Despite being two of the most profligate energy users on the planet, the United States and Canada have spent little time over the last eight years discussing what they might do together to combat climate change and protect the environment.

That changed Feb. 19, when President Obama made his first post-inauguration trip out of the country to meet Stephen Harper, Canada's prime minister. The environment was one of just three topics on their official agenda.

Obama seems the more committed environmentalist; clean energy and energy reduction figure prominently in his stimulus package. Harper is a more-recent convert to the green cause and it is not yet clear he has been fully won over.

He is torn between his allegiance to his adopted province of Alberta, where Canada's tar sands are located, and the need to align Canada's policies with those of the United States, which buys most of Canada's energy exports. As long as George Bush was in office, Harper didn't have to choose between the two, but a new president with decidedly greener views will force his hand.

The tar sands, which account for about half of Canada's crude oil exports (almost all of which go to the United States, along with much of Canada's natural gas, hydroelectric power and uranium), were under attack by green groups and some U.S. policymakers long before the change of administration.

Steaming the heavy oil out of the ground, or mining and processing the tarry sand, requires large amounts of energy and water, and the deforestation of vast tracts of boreal forest. The federal and Alberta governments have resisted imposing environmental rules that would impede tar-sands development.

This stance is shifting. Just days after the U.S. election, the Canadian prime minister proposed a continental cap-and-trade system to control carbon emissions -- something the oil industry in Canada adamantly opposes.

Earlier this month, the Alberta government brought out a 20-year plan for the greening of the tar sands, which, while light on details, showed more than the usual resolve.

Even more surprising was the decision in February of the federal and Alberta governments to charge Syncrude, a large tar-sands processor, with offenses under environmental and bird-protection laws for the deaths of 500 ducks in one of the company's tailing ponds last April.

Harper and his advisers are also aware that while Bush blocked states' efforts to regulate greenhouse-gas emissions (California and Vermont, for instance, both wanted to set a carbon standard for transport fuels), Obama may permit such state-by-state laws.

And Canada is still fighting for an exemption from a rule inserted into the 2007 Energy Independence and Security Act that bars the U.S. government from buying fuels if their production causes more greenhouse-gas emissions than conventional petroleum sources, as does producing oil from tar sands.

At their meeting in Ottawa, Harper and Obama agreed to collaborate on the development and use of clean energy -- boilerplate stuff. But they also discussed broader collaboration in the future, including matching their countries' environmental rules.

At first glance, this is bad news for tar-sands producers, already struggling with the slump in oil prices from over $140 a barrel last July to around $40 today. During that time, projects worth an estimated $80 billion have been cancelled or postponed.

Some people in the industry still believe that the U.S. need for oil is so great that it cannot afford to reject it, however dirty, from a friendly, secure supplier. But with every green pronouncement from Obama, this becomes a fainter hope.

There is a bright side. Stimulus money is pouring out of Washington and Ottawa, some of it already earmarked for research and technology to help the oil industry produce cleaner fuels.

Both Obama and Harper made particular mention of carbon capture and sequestration, an unproven and expensive technology that could eventually be used on the coal plants that produce about 70 percent of American electricity, or on the upgraders and refineries in the tar sands.

If the industry is finally and reluctantly forced to go green because of Obama, at least taxpayers will help pay for it.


> _Task_
Among the entries that follow, find every line with the word "nearly" and list it.

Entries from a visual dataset

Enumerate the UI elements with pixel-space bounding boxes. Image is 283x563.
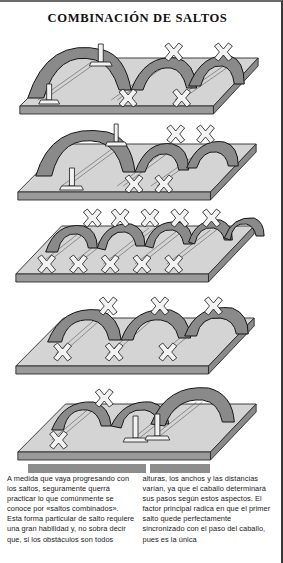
illustration-panel-2 (0, 116, 277, 216)
panel-4-svg (0, 292, 277, 392)
caption-divider-right (150, 464, 210, 473)
illustration-panel-1 (0, 28, 277, 128)
caption-text-right: alturas, los anchos y las distancias var… (143, 474, 272, 545)
panel-1-svg (0, 28, 277, 128)
illustration-panel-4 (0, 292, 277, 392)
illustration-panel-3 (0, 204, 277, 304)
panel-2-svg (0, 116, 277, 216)
caption-block: A medida que vaya progresando con los sa… (0, 474, 277, 563)
page-root: COMBINACIÓN DE SALTOS (0, 0, 283, 563)
caption-column-left: A medida que vaya progresando con los sa… (7, 474, 136, 563)
page-title: COMBINACIÓN DE SALTOS (0, 2, 281, 26)
caption-text-left: A medida que vaya progresando con los sa… (7, 474, 136, 545)
caption-divider-left (28, 464, 146, 473)
panel-3-svg (0, 204, 277, 304)
figure-panels (0, 28, 277, 468)
caption-column-right: alturas, los anchos y las distancias var… (143, 474, 272, 563)
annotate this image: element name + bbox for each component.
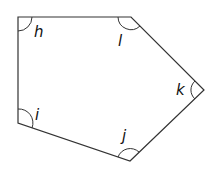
pentagon-diagram: h l k j i xyxy=(0,0,216,177)
angle-label-k: k xyxy=(176,81,186,99)
angle-arc-k xyxy=(191,81,195,99)
angle-label-h: h xyxy=(34,23,44,41)
angle-label-l: l xyxy=(118,32,123,50)
angle-arc-h xyxy=(18,17,32,31)
angle-label-i: i xyxy=(35,106,40,124)
angle-label-j: j xyxy=(120,127,127,145)
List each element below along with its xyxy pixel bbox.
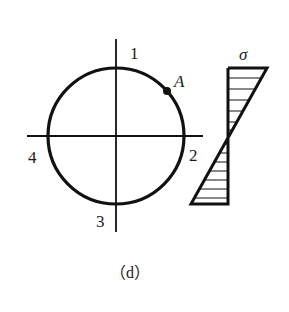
stress-figure-d: 1 2 3 4 A [0, 0, 289, 312]
label-point-3: 3 [96, 212, 105, 231]
label-point-a: A [173, 72, 185, 91]
sigma-label: σ [239, 45, 248, 64]
point-a-marker [163, 87, 171, 95]
label-point-1: 1 [130, 44, 139, 63]
figure-caption: （d） [110, 264, 150, 281]
label-point-4: 4 [28, 148, 37, 167]
label-point-2: 2 [189, 146, 198, 165]
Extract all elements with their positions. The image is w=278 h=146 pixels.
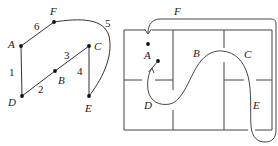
vertex-label-E: E [84,102,92,114]
vertex-D [20,94,24,98]
vertex-F [52,20,56,24]
vertex-label-A: A [7,38,15,50]
room-label-F: F [173,5,181,17]
path-start-dot [156,59,160,63]
room-label-D: D [143,99,152,111]
vertex-label-B: B [58,74,65,86]
vertex-label-C: C [94,40,102,52]
edge-label-1: 1 [9,66,15,78]
room-label-E: E [252,99,260,111]
edge-label-3: 3 [64,49,70,61]
vertex-B [53,69,57,73]
room-label-B: B [193,47,200,59]
edge-label-5: 5 [105,17,111,29]
vertex-label-F: F [49,5,57,17]
diagram-canvas: A F C B D E 1 2 3 4 5 6 [0,0,278,146]
vertex-A [19,44,23,48]
edge-label-6: 6 [34,20,40,32]
vertex-label-D: D [7,96,16,108]
path-end-dot [146,42,150,46]
room-label-A: A [143,49,151,61]
edge-label-4: 4 [77,65,83,77]
vertex-E [87,94,91,98]
edge-3-BC [55,46,89,71]
edge-1-AD [21,46,22,96]
graph: A F C B D E 1 2 3 4 5 6 [7,5,111,114]
edge-label-2: 2 [38,83,44,95]
room-label-C: C [244,48,252,60]
vertex-C [87,44,91,48]
floorplan: A B C D E F [124,5,276,142]
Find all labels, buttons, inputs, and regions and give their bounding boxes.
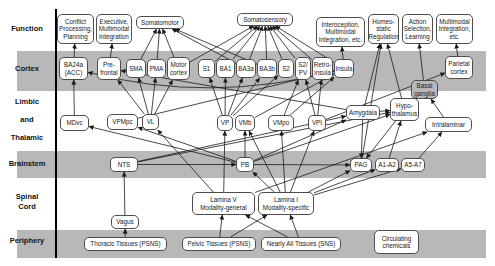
edge-mdvc-ba24a bbox=[74, 80, 75, 115]
node-vmpo: VMpo bbox=[268, 115, 294, 131]
node-pb: PB bbox=[236, 157, 254, 172]
node-vmb: VMb bbox=[235, 115, 255, 131]
node-a1a2: A1-A2 bbox=[375, 158, 399, 172]
node-laminaI: Lamina I Modality-specific bbox=[258, 192, 314, 215]
node-circulating: Circulating chemicals bbox=[374, 230, 419, 254]
pathway-diagram: Conflict Processing, PlanningExecutive, … bbox=[0, 0, 495, 266]
node-action: Action Selection, Learning bbox=[402, 14, 433, 44]
node-sma: SMA bbox=[126, 59, 146, 78]
node-insula: Insula bbox=[334, 59, 354, 78]
edge-vp-s2 bbox=[233, 76, 278, 116]
edge-basal-action bbox=[419, 44, 423, 80]
edge-nearly-laminaI bbox=[290, 215, 298, 237]
node-s2: S2 bbox=[278, 59, 294, 78]
edge-vp-s1 bbox=[210, 78, 223, 115]
edge-sma-somatomotor bbox=[141, 29, 157, 59]
edge-laminaI-a5a7 bbox=[314, 169, 401, 195]
edge-pb-vpmpc bbox=[138, 127, 236, 161]
row-label-limbic: Limbic bbox=[2, 97, 52, 106]
row-label-periphery: Periphery bbox=[2, 236, 52, 245]
node-parietal: Parietal cortex bbox=[445, 56, 473, 79]
edge-s2-somatosensory bbox=[268, 26, 282, 59]
node-vp: VP bbox=[217, 115, 233, 131]
node-ba1: BA1 bbox=[216, 59, 235, 78]
node-vagus: Vagus bbox=[111, 215, 139, 229]
row-label-cord: Cord bbox=[2, 202, 52, 211]
edge-hypothalamus-homeostatic bbox=[387, 44, 401, 98]
edge-laminaI-vpi bbox=[290, 131, 313, 192]
node-ba24a: BA24a (ACC) bbox=[59, 57, 88, 80]
node-vpmpc: VPMpc bbox=[107, 114, 138, 130]
node-s1: S1 bbox=[198, 59, 215, 78]
node-thoracic: Thoracic Tissues (PSNS) bbox=[84, 237, 167, 251]
edge-laminaV-vl bbox=[158, 130, 214, 192]
node-laminaV: Lamina V Modality-general bbox=[192, 192, 255, 215]
node-a5a7: A5-A7 bbox=[401, 158, 425, 172]
row-label-brainstem: Brainstem bbox=[2, 159, 52, 168]
node-basal: Basal ganglia bbox=[411, 80, 438, 99]
edge-amygdala-hypothalamus bbox=[380, 111, 390, 112]
node-retroinsula: Retro- insula bbox=[312, 57, 333, 80]
hierarchy-axis-line bbox=[55, 9, 57, 258]
node-hypothalamus: Hypo- thalamus bbox=[390, 98, 419, 121]
node-amygdala: Amygdala bbox=[346, 105, 380, 120]
node-s2pv: S2/ PV bbox=[295, 57, 311, 80]
node-somatosensory: Somatosensory bbox=[237, 13, 293, 26]
edge-parietal-multimodal bbox=[456, 44, 457, 56]
node-executive: Executive, Multimodal Integration bbox=[96, 14, 132, 44]
edge-insula-interoception bbox=[342, 47, 343, 59]
edge-pma-somatomotor bbox=[157, 29, 159, 59]
edge-pelvic-laminaI bbox=[231, 215, 267, 237]
node-multimodal: Multimodal Integration, etc. bbox=[436, 14, 473, 44]
edge-pag-homeostatic bbox=[362, 44, 381, 158]
node-ba3a: BA3a bbox=[236, 59, 256, 78]
row-label-and: and bbox=[2, 115, 52, 124]
node-mdvc: MDvc bbox=[60, 115, 89, 131]
edge-nearly-laminaV bbox=[246, 215, 288, 237]
edge-pelvic-laminaV bbox=[220, 215, 222, 237]
node-pelvic: Pelvic Tissues (PSNS) bbox=[182, 237, 256, 251]
node-conflict: Conflict Processing, Planning bbox=[57, 14, 94, 44]
node-vpi: VPI bbox=[308, 115, 326, 131]
row-label-cortex: Cortex bbox=[2, 64, 52, 73]
node-vl: VL bbox=[142, 114, 159, 130]
edge-ba3b-somatosensory bbox=[265, 26, 266, 59]
node-interoception: Interoception, Multimodal Integration, e… bbox=[316, 17, 365, 47]
row-label-thalamic: Thalamic bbox=[2, 133, 52, 142]
edge-vl-pma bbox=[151, 78, 155, 114]
edge-vpi-retroinsula bbox=[318, 80, 322, 115]
node-homeostatic: Homeo- static Regulation bbox=[368, 14, 399, 44]
node-somatomotor: Somatomotor bbox=[136, 16, 184, 29]
node-prefrontal: Pre- frontal bbox=[97, 57, 121, 80]
edge-intralaminar-basal bbox=[431, 99, 443, 117]
node-pma: PMA bbox=[147, 59, 166, 78]
node-nearly: Nearly All Tissues (SNS) bbox=[261, 237, 341, 251]
edge-prefrontal-executive bbox=[110, 44, 112, 57]
edge-a5a7-intralaminar bbox=[419, 132, 442, 158]
edge-laminaI-pb bbox=[253, 172, 274, 192]
node-intralaminar: Intralaminar bbox=[425, 117, 472, 132]
node-pag: PAG bbox=[350, 158, 372, 172]
node-ba3b: BA3b bbox=[257, 59, 277, 78]
node-motor: Motor cortex bbox=[167, 57, 190, 80]
edge-laminaV-vp bbox=[224, 131, 225, 192]
edge-amygdala-pag bbox=[361, 120, 362, 158]
edge-vagus-nts bbox=[124, 172, 125, 215]
edge-motor-somatomotor bbox=[163, 29, 174, 57]
row-label-function: Function bbox=[2, 24, 52, 33]
node-nts: NTS bbox=[110, 157, 138, 172]
row-label-spinal: Spinal bbox=[2, 192, 52, 201]
edge-ba24a-conflict bbox=[74, 44, 75, 57]
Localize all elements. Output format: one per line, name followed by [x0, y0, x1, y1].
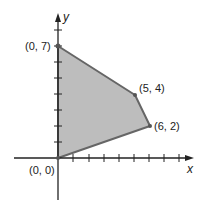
y-axis-arrow-icon: [55, 13, 61, 22]
x-axis-label: x: [186, 162, 194, 176]
vertex-label-6-2: (6, 2): [154, 120, 180, 132]
feasible-region-diagram: y x (0, 0) (0, 7) (5, 4) (6, 2): [0, 0, 203, 206]
x-axis-arrow-icon: [185, 155, 194, 161]
vertex-label-0-7: (0, 7): [25, 40, 51, 52]
y-axis-label: y: [62, 10, 70, 24]
vertex-label-5-4: (5, 4): [139, 82, 165, 94]
vertex-label-origin: (0, 0): [29, 164, 55, 176]
feasible-region: [58, 46, 150, 158]
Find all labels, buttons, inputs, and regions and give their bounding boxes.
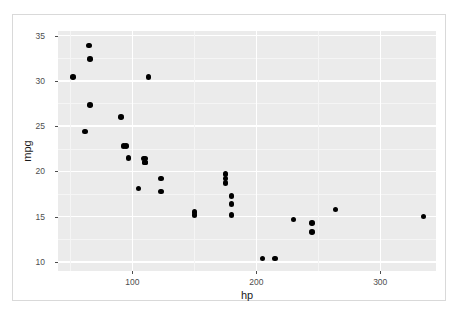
x-tick-label: 300 xyxy=(373,277,387,287)
x-tick-mark xyxy=(380,271,381,274)
y-tick-mark xyxy=(55,217,58,218)
x-axis: 100200300 xyxy=(13,15,447,302)
y-tick-mark xyxy=(55,36,58,37)
plot-frame: 101520253035 100200300 mpg hp xyxy=(12,14,446,301)
x-axis-title: hp xyxy=(58,289,436,301)
y-tick-mark xyxy=(55,262,58,263)
x-tick-label: 100 xyxy=(125,277,139,287)
y-tick-mark xyxy=(55,171,58,172)
scatter-plot: 101520253035 100200300 mpg hp xyxy=(13,15,447,302)
x-tick-mark xyxy=(256,271,257,274)
x-tick-label: 200 xyxy=(249,277,263,287)
y-axis-title: mpg xyxy=(21,140,33,161)
y-tick-mark xyxy=(55,126,58,127)
y-tick-mark xyxy=(55,81,58,82)
x-tick-mark xyxy=(132,271,133,274)
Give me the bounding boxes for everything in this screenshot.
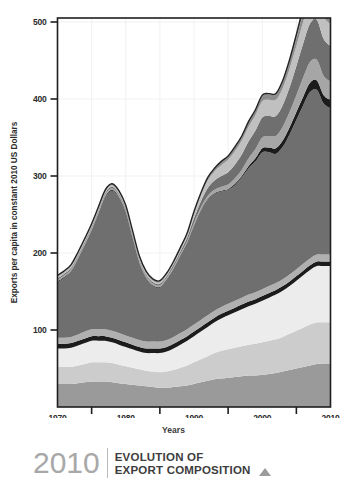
y-tick-label: 500 [33, 17, 47, 27]
y-tick-label: 300 [33, 171, 47, 181]
footer-title-block: EVOLUTION OF EXPORT COMPOSITION [115, 448, 251, 476]
y-axis-title: Exports per capita in constant 2010 US D… [10, 121, 19, 303]
x-axis-title: Years [0, 425, 347, 435]
footer-title-line-2: EXPORT COMPOSITION [115, 464, 251, 477]
footer-year: 2010 [33, 448, 107, 478]
chart-container: 10020030040050019701980199020002010Expor… [0, 0, 347, 418]
triangle-up-icon [259, 468, 271, 476]
footer-title-line-1: EVOLUTION OF [115, 451, 251, 464]
x-tick-label: 1980 [117, 413, 136, 418]
stacked-area-chart: 10020030040050019701980199020002010Expor… [0, 0, 347, 418]
x-tick-label: 2000 [253, 413, 272, 418]
y-tick-label: 200 [33, 248, 47, 258]
x-axis: 19701980199020002010 [48, 407, 340, 418]
x-tick-label: 1970 [48, 413, 67, 418]
footer-caption: 2010 EVOLUTION OF EXPORT COMPOSITION [33, 448, 271, 478]
x-tick-label: 1990 [185, 413, 204, 418]
footer-divider [107, 448, 108, 478]
x-tick-label: 2010 [321, 413, 340, 418]
chart-page: 10020030040050019701980199020002010Expor… [0, 0, 347, 485]
y-axis: 100200300400500 [33, 17, 58, 335]
y-tick-label: 400 [33, 94, 47, 104]
y-tick-label: 100 [33, 325, 47, 335]
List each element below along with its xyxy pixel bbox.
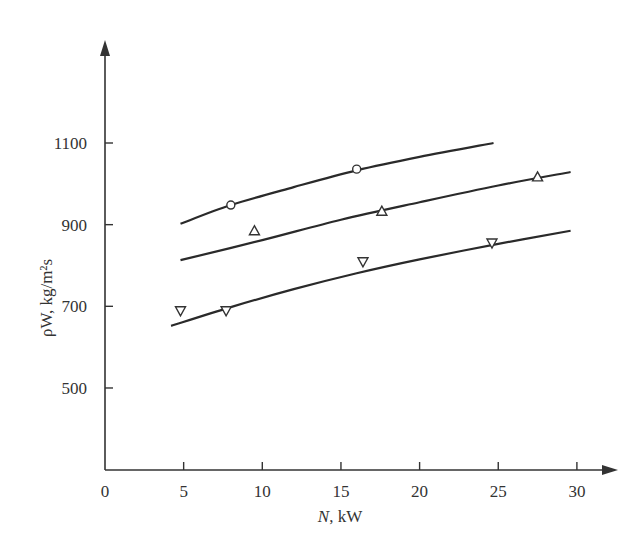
x-tick-label: 25 bbox=[490, 482, 507, 501]
y-tick-label: 700 bbox=[62, 297, 88, 316]
x-tick-label: 15 bbox=[332, 482, 349, 501]
triangle-down-marker-icon bbox=[221, 307, 231, 316]
chart: 051015202530 5007009001100 N, kW ρW, kg/… bbox=[0, 0, 643, 553]
fit-curve-circles bbox=[181, 143, 494, 224]
x-tick-label: 0 bbox=[101, 482, 110, 501]
y-axis-arrow-icon bbox=[100, 40, 110, 56]
x-axis-label: N, kW bbox=[317, 507, 363, 526]
triangle-down-marker-icon bbox=[358, 258, 368, 267]
x-tick-label: 30 bbox=[568, 482, 585, 501]
x-tick-label: 20 bbox=[411, 482, 428, 501]
fit-curves bbox=[171, 143, 571, 326]
x-tick-label: 10 bbox=[254, 482, 271, 501]
fit-curve-triangles-down bbox=[171, 231, 571, 326]
triangle-up-marker-icon bbox=[249, 226, 259, 235]
axes bbox=[105, 52, 605, 470]
circle-marker-icon bbox=[227, 201, 235, 209]
x-axis-arrow-icon bbox=[602, 465, 618, 475]
x-tick-label: 5 bbox=[179, 482, 188, 501]
y-ticks: 5007009001100 bbox=[54, 134, 113, 398]
triangle-down-marker-icon bbox=[176, 307, 186, 316]
y-tick-label: 500 bbox=[62, 379, 88, 398]
y-axis-label: ρW, kg/m²s bbox=[37, 259, 56, 337]
fit-curve-triangles-up bbox=[181, 172, 571, 260]
circle-marker-icon bbox=[353, 165, 361, 173]
x-ticks: 051015202530 bbox=[101, 462, 586, 501]
y-tick-label: 900 bbox=[62, 216, 88, 235]
y-tick-label: 1100 bbox=[54, 134, 87, 153]
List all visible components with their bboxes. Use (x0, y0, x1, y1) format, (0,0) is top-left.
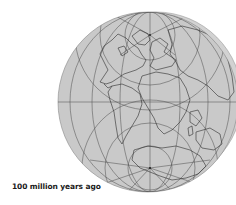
map-caption: 100 million years ago (12, 182, 101, 191)
globe-map (0, 0, 236, 205)
globe-svg (0, 0, 236, 205)
north-pole-marker (149, 34, 151, 36)
south-pole-marker (149, 167, 151, 169)
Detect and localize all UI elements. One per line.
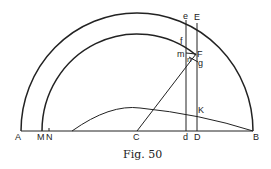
label-C: C (133, 132, 140, 142)
label-D: D (194, 132, 201, 142)
label-M: M (37, 132, 45, 142)
line-CF (137, 54, 196, 131)
geometry-diagram: A M N C d D B e E f F m n g K Fig. 50 (0, 0, 271, 169)
label-B: B (253, 132, 259, 142)
low-arc (72, 107, 253, 131)
label-e: e (183, 11, 188, 21)
label-A: A (15, 132, 21, 142)
inner-arc (42, 34, 196, 131)
label-n: n (187, 55, 191, 64)
label-g: g (198, 58, 203, 68)
figure-caption: Fig. 50 (123, 148, 162, 161)
label-f: f (180, 36, 183, 46)
outer-semicircle (21, 13, 253, 131)
label-K: K (198, 105, 204, 115)
label-m: m (177, 49, 185, 59)
label-N: N (46, 132, 53, 142)
label-d: d (183, 132, 188, 142)
label-E: E (194, 12, 200, 22)
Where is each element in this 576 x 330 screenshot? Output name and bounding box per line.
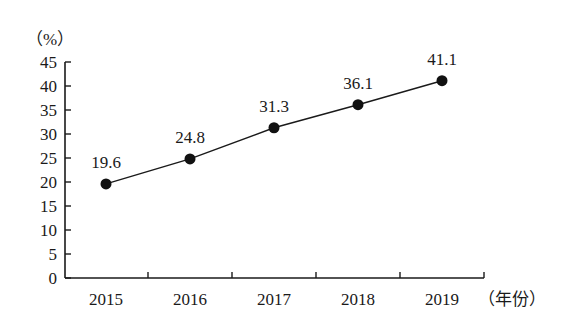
y-tick-label: 5 — [49, 245, 58, 264]
y-tick-label: 40 — [40, 77, 57, 96]
x-axis-unit-label: （年份） — [478, 290, 546, 309]
x-tick-label: 2017 — [257, 290, 292, 309]
y-tick-label: 35 — [40, 101, 57, 120]
y-tick-label: 30 — [40, 125, 57, 144]
y-axis-unit-label: （%） — [26, 30, 74, 49]
data-point-marker — [185, 153, 196, 164]
x-tick-label: 2016 — [173, 290, 207, 309]
x-tick-label: 2019 — [425, 290, 459, 309]
y-tick-label: 15 — [40, 197, 57, 216]
y-tick-label: 0 — [49, 269, 58, 288]
data-point-label: 36.1 — [343, 74, 373, 93]
data-series: 19.624.831.336.141.1 — [91, 50, 457, 190]
data-point-label: 24.8 — [175, 128, 205, 147]
x-tick-label: 2015 — [89, 290, 123, 309]
y-tick-label: 10 — [40, 221, 57, 240]
y-tick-label: 25 — [40, 149, 57, 168]
y-axis: 051015202530354045 — [40, 53, 71, 288]
data-point-label: 31.3 — [259, 97, 289, 116]
data-point-marker — [101, 178, 112, 189]
y-tick-label: 20 — [40, 173, 57, 192]
x-tick-label: 2018 — [341, 290, 375, 309]
data-point-marker — [437, 75, 448, 86]
x-axis: 20152016201720182019 — [65, 272, 484, 309]
line-chart: （%） 051015202530354045 20152016201720182… — [0, 0, 576, 330]
data-point-label: 19.6 — [91, 153, 121, 172]
data-point-marker — [353, 99, 364, 110]
data-point-marker — [269, 122, 280, 133]
y-tick-label: 45 — [40, 53, 57, 72]
data-point-label: 41.1 — [427, 50, 457, 69]
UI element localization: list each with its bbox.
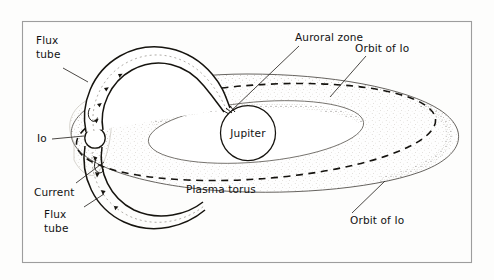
label-orbit-of-io-top: Orbit of Io (355, 42, 409, 54)
jupiter-label: Jupiter (229, 127, 266, 139)
label-plasma-torus: Plasma torus (186, 183, 256, 195)
figure-root: Jupiter (0, 0, 494, 280)
label-flux-tube-bottom-line1: Flux (44, 208, 66, 220)
label-io: Io (37, 132, 47, 144)
label-flux-tube-top-line1: Flux (36, 34, 58, 46)
label-auroral-zone: Auroral zone (295, 31, 363, 43)
label-orbit-of-io-bottom: Orbit of Io (350, 214, 404, 226)
label-current: Current (34, 186, 75, 198)
label-flux-tube-top-line2: tube (36, 48, 61, 60)
jupiter-io-torus-diagram: Jupiter (0, 0, 494, 280)
label-flux-tube-bottom-line2: tube (44, 222, 69, 234)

> _Reply to the exercise_
edge-nearly-laminaI bbox=[290, 215, 298, 237]
edge-nearly-laminaV bbox=[246, 215, 288, 237]
node-nearly: Nearly All Tissues (SNS) bbox=[261, 237, 341, 251]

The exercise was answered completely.